Its public-key crypto in reverse! Generate several big primes and multiply them together. Send the product and ask for the factors.
Check out the fine print. "Microsoft and its Affiliates hereby grant you ("Licensee") a fully paid, royalty-free, non-exclusive, worldwide license under Microsoft's Necessary Claims to make, use, sell, offer to sell, import, and otherwise distribute Licensed Implementations, provided, Licensee, on behalf of itself and its Affiliates, hereby grants Microsoft and all other Specification Licensees, a reciprocal fully paid, royalty-free, non-exclusive, worldwide, nontransferable, nonsublicenseable, license under Necessary Claims of Licensee to make, use, sell, offer to sell, import, and otherwise distribute Licensed Implementations." basically whatever code you write, you must give to microsoft for free. Good deal eh?
You could whitelist those senders so they didn't have to perform the computation.
Either way, a patent encumbered system is unacceptable, no matter how technologically sound it is.
There is already a patch for this (at least for qmail). The others wouldn't be too tricky.
Nathan's blog
Example: Factor 56,029,043 into primes. You're welcome to use Matlab, octave, xcalc, or whatever.
You need to pick bigger primes:
$ factor 56029043
56029043: 7 19 43 97 101
$
never underestimate the effectiveness of a little GNU tool like factor - sitting waiting right at your nearest bash prompt (which can be surprisingly close).
Your point is entirely valid of course, the example is just a little too easy.
Jedidiah.
Craft Beer Programming T-shirts
Here's what I get from the MS docs:
Four categories:
1. Zombie Windows PC attempts SMTP with recipient MTA. Latter looks up published IPs (as XML in DNS "text" field) for "responsible" sender's domain MTA, finds the sender isn't one of these, drops the session.

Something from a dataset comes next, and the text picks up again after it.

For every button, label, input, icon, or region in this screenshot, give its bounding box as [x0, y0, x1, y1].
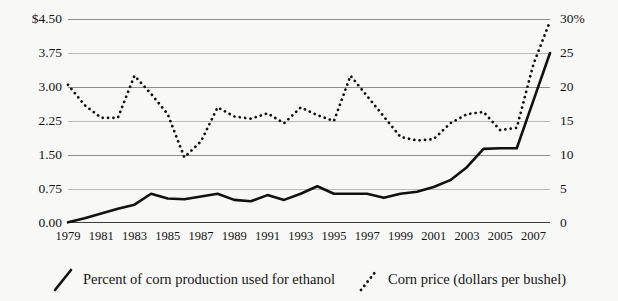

2. Large ISP's MTA attempts SMTP with recipient MTA. Sender IP verifies. Recipient MTA looks up *certificate* of ISP and verifies it. Email delivered.

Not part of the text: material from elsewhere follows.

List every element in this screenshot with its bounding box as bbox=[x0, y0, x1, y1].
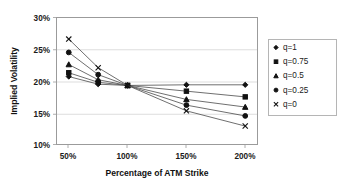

3. Small domain MTA attempts SMTP with recipient MTA. IP verifies, but there is no certificate. Recipient MTA asks sender *MTA* (not necessarily PC of originator) to factor a medium sized prime, or some such. Good sender solves problem, spam sender disconnects.

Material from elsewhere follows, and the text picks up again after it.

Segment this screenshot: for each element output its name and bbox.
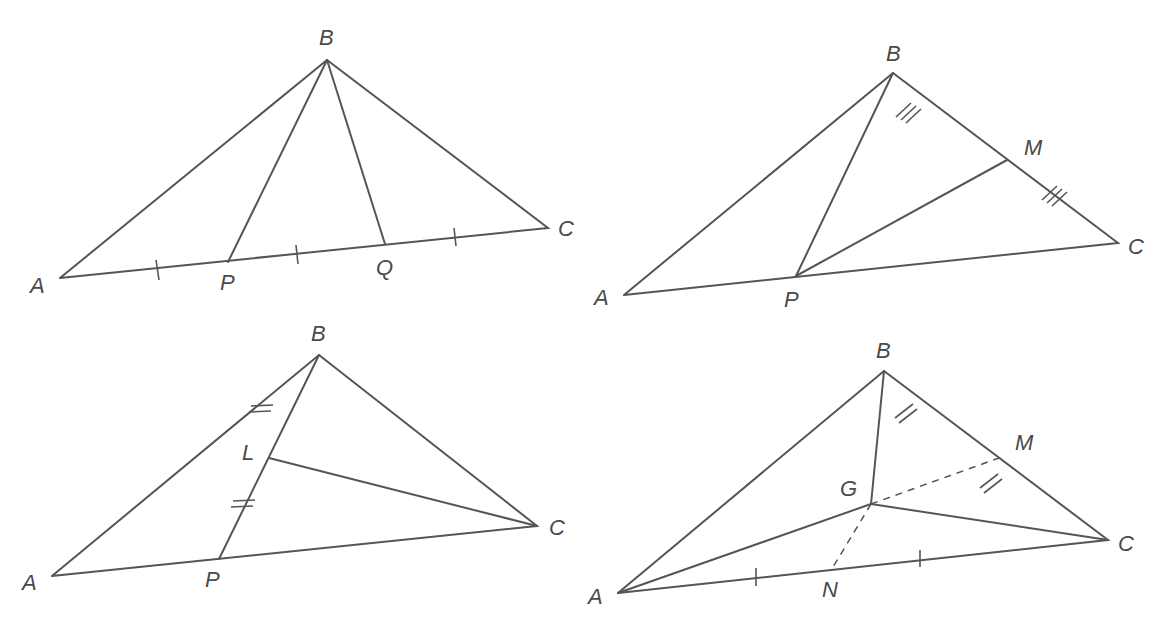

4. Roaming laptops, mail forwarders, anonymous remailers, etc. These are more problematic, but are handled by adding headers which identify the original responsible sender.
Problem: The Independent Email Certifying Authority. These verify that the large organization is following "proper email policies". But you can bet that these policies will be something rather consistent with the CAN SPAM act. In other words, you are still going to get a lot of "legal" spam.
Finally, MS will grant anyone a reciprocal license to use, modify, distribute, etc. *except* everyone must get their own license. So it appears at some point in time MS can start charging for the license, or bundling it, or whatever. The early adopters will still have good licenses, but MS can use the code they developed, put it in Windows, and then limit new use of the patented technology to the Windows platform.
For those who did RTFA, did I get it right?